Queer Places:
Lancing College, Lancing BN15 0RW, Regno Unito
University of Oxford, Oxford, Oxfordshire OX1 3PA
Aston Clinton, Buckinghamshire, England
17B Canonbury Square, London N1 2AL, Regno Unito
145 North End Rd, London W14, Regno Unito
11 Hillfield Rd, London NW6 1QD, Regno Unito
Piers Court, Stinchcombe, Dursley GL11 6AS, Regno Unito
Combe Florey House, Combe Florey, Taunton TA4 3JD, Regno Unito
Arthur Evelyn St. John Waugh (28 October 1903 – 10 April 1966) was an English writer of novels, biographies and travel books. He was a member of the Hypocrites' Club. He was also a prolific journalist and reviewer of books. His most famous works include the early satires Decline and Fall (1928) and A Handful of Dust (1934), the novel Brideshead Revisited (1945) and the Second World War trilogy Sword of Honour (1952–61). Waugh is recognised as one of the great prose stylists of the English language in the 20th century.[1]
The son of a publisher, Waugh was educated at Lancing College and then at Hertford College, Oxford, and briefly worked as a schoolmaster before he became a full-time writer. As a young man, he acquired many fashionable and aristocratic friends, and developed a taste for country house society. In the 1930s, he travelled extensively, often as a special newspaper correspondent in which capacity he reported from Abyssinia at the time of the 1935 Italian invasion. He served in the British armed forces throughout the Second World War (1939–1945), first in the Royal Marines and then in the Royal Horse Guards. He was a perceptive writer who used the experiences and the wide range of people he encountered in his works of fiction, generally to humorous effect. Waugh's detachment was such that he fictionalised his own mental breakdown, which occurred in the early 1950s.
After the failure of his first marriage, Waugh converted to Catholicism in 1930. His traditionalist stance led him to strongly oppose all attempts to reform the Church, and the changes by the Second Vatican Council (1962–65) greatly disturbed his sensibilities, especially the introduction of the vernacular Mass. That blow to his religious traditionalism, his dislike for the welfare state culture of the postwar world and the decline of his health, darkened his final years, but he continued to write. To the public, Waugh displayed a mask of indifference, but he was capable of great kindness to those whom he considered to be his friends. After his death in 1966, he acquired a following of new readers through the film and television versions of his works, such as the television serial Brideshead Revisited (1981).
In June 1930 author Evelyn Waugh recorded attending a Thames steam-boat party hosted by Olivia Wyndham and Ruth Baldwin, which he noted in his diary, was attended by "masses of little lesbian tarts and joyboys."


§ EXERCISE GOAL
Reproduce the entries verbatim; no pictures.

----

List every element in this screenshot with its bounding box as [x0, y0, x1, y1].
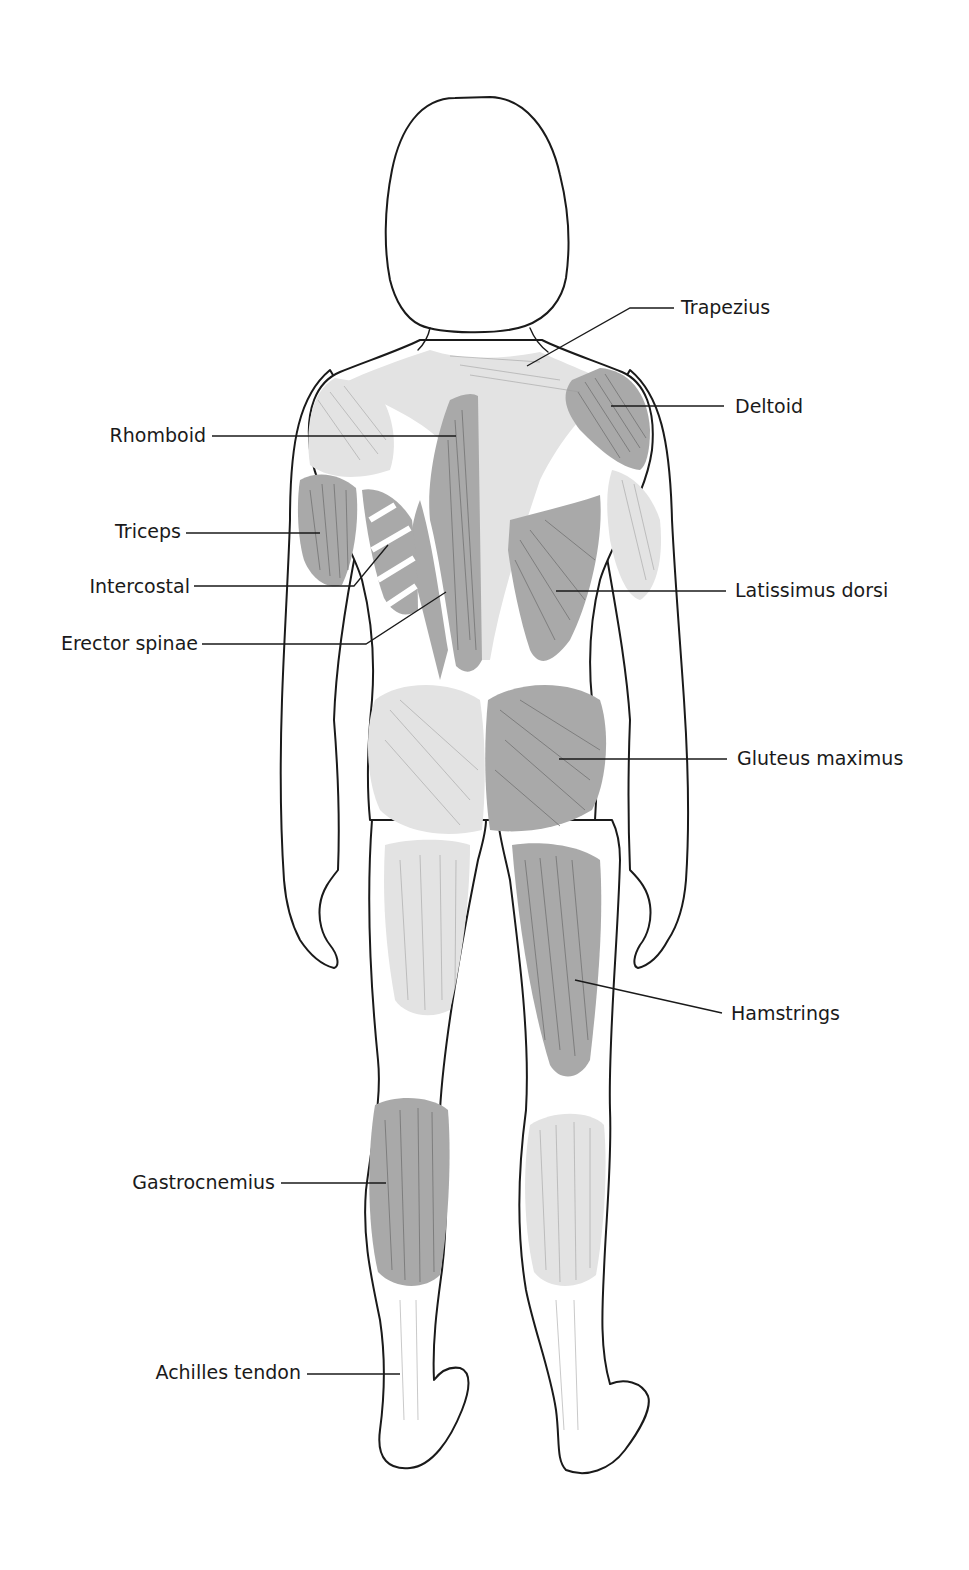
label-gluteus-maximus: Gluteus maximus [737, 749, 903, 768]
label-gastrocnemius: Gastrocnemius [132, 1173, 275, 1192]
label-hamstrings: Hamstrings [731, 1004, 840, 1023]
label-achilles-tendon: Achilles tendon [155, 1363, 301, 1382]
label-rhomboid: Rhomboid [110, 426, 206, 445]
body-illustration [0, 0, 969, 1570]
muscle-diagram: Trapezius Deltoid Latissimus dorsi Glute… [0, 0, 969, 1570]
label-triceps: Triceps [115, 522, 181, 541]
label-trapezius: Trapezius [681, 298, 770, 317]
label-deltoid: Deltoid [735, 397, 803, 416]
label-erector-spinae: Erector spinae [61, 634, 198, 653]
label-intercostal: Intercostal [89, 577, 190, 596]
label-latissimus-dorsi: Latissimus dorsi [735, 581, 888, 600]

----

§ ANSWER TO THIS EXERCISE
List every element in this screenshot with its bounding box as [x0, y0, x1, y1].
label-gluteus-maximus: Gluteus maximus [737, 749, 903, 768]
label-gastrocnemius: Gastrocnemius [132, 1173, 275, 1192]
label-hamstrings: Hamstrings [731, 1004, 840, 1023]
label-achilles-tendon: Achilles tendon [155, 1363, 301, 1382]
label-rhomboid: Rhomboid [110, 426, 206, 445]
body-illustration [0, 0, 969, 1570]
muscle-diagram: Trapezius Deltoid Latissimus dorsi Glute… [0, 0, 969, 1570]
label-triceps: Triceps [115, 522, 181, 541]
label-trapezius: Trapezius [681, 298, 770, 317]
label-deltoid: Deltoid [735, 397, 803, 416]
label-erector-spinae: Erector spinae [61, 634, 198, 653]
label-intercostal: Intercostal [89, 577, 190, 596]
label-latissimus-dorsi: Latissimus dorsi [735, 581, 888, 600]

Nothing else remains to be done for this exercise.